Is facial recognition bad for business?

Is the technology already at 'breaking point'?
24 May 2019

Pedestrians walk along Powell Street in San Francisco. Source: AFP

Last week San Francisco famously banned local government agencies from using facial recognition technology. The ban will not affect most businesses and private organizations. But it’s not the news that tech behemoths such as Amazon and Microsoft would have wanted to hear.

Technology that can detect faces in live video streams and automatically match someone’s identity in a database is sparking heated debates throughout the world. An ‘Orwellian nightmare’, where every citizen is under surveillance by technology that enhances the biases that we feed into it has even labeled automated racism.

News stories around taxi cabs in Tokyo using facial recognition to deliver advertisements to passengers based on their age and gender were also met with a mixed reception. Having moved away from the ‘robots are taking our jobs‘ narrative, it currently feels that facial recognition is the new tech bad guy that everyone loves to hate.

There appears to be facial recognition rebellion from users and many aspects of the media believe that facial recognition technology is already at breaking point.

Businesses might be thinking twice about leveraging this technology fearing a backlash from their customers and the global community. Many currently believe that the increasing erosions of privacy are the result of tech companies blindly leading everyone towards a surveillance society without thinking of the implications. But behind the headlines, the reality is much more complicated.

Before jumping to any conclusions, it’s essential to understand that facial recognition is a subset of face biometrics.
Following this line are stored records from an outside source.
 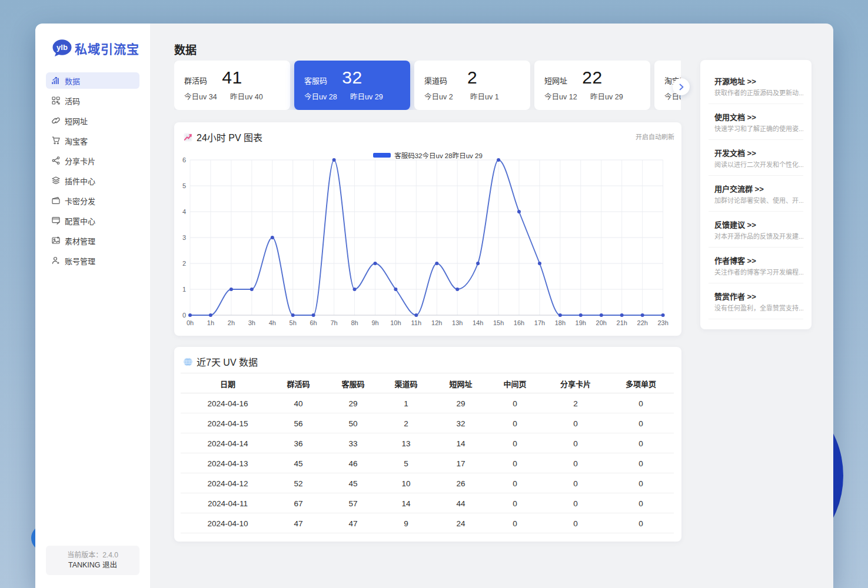 I want to click on uv-col-header: 多项单页, so click(x=641, y=383).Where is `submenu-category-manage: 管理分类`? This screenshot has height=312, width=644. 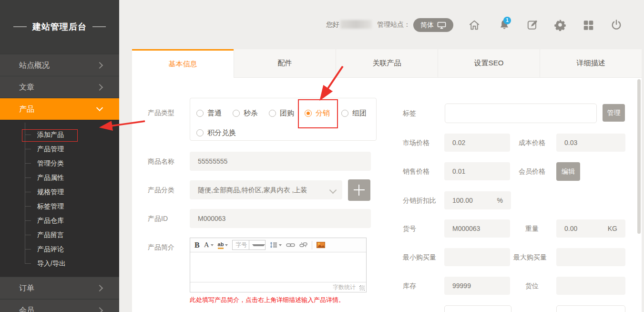
submenu-category-manage: 管理分类 is located at coordinates (75, 163).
It is used primarily for crowd surveillance and in criminal investigations. Successful facial recognition depends on accurately matching what cameras see with face images that have been previously acquired and usually stored on a server (supervised/monitored, 1:N matching).

The good news for businesses is that facial recognition is not the same as the face authentication that we use to access our personal account on our smartphones or gain physical access to something. Authentication uses recognition— or face image matching— with 3D liveness detection (preventing 2D/3D non-human objects from fooling the system) as a part of the authentication process (unsupervised, 1:1 authentication).

The individual goals, technologies, and approaches to acquiring and managing data are related but are not the same. Opposing arguments that have led to San Francisco’s ban both have valid points. Given the current state of both recognition technology and the sanctioned oversight of it, many believe that the ban on facial recognition was inevitable.

The widespread deployment of this technology appears to be premature. There is currently no adequate supervision from any sanctioned body, government or otherwise. Reports of inaccurate matching and organizations having the ability to manipulate stored images rightly triggered a few alarm bells. But it was the inadequate or non-existent usage and management rules that is a prominent cause of concern.

The lack of sanctioned testing by objective third parties further reduces the confidence in facial recognition. The introduction of mandatory, transparent performance testing; better accuracy; rules on how to manage the data; along with education and training would remove many of these concerns. With the required policies and regulation in place, facial recognition can still deliver value to society. But in the right way.

These points were highlighted to me by John Wojewidka, International Marketing Director, FaceTec, Inc. who said, “If managed and employed thoughtfully and properly, facial recognition could provide valuable levels of safety and convenience, particularly when potential bad actors understand they could be quickly and accurately identified.”

Wojewidka also said that “For unsupervised personal access to high-value assets where there isn’t a person monitoring the action, only true authentication with liveness detection can provide the level of security needed.” And went on to predict “until much of this gets sorted, there’s no doubt we’ll see more cities banning facial recognition.”

San Francisco may well have set a nationwide precedent with its banning of facial recognition, but this isn’t necessarily a bad thing. The subject is much bigger than many realize. Rather than rushing in without thinking of the consequences, we are starting to ask the important questions.

Facial recognition technology will go on to deliver exciting possibilities and value to society. It can also make our world a safer place to live and do business. But we need to overcome a wide range of human problems first. Enterprises are already learning that if you feed AI garbage, you will get garbage out.

We are currently looking into a black mirror that is showing the worst side of human nature, such as gender bias and racism.

The unsexy side of tech is the responsibility for companies to understand the implications that arise from their creations. Policies, regulation, and education are the missing pieces of the jigsaw.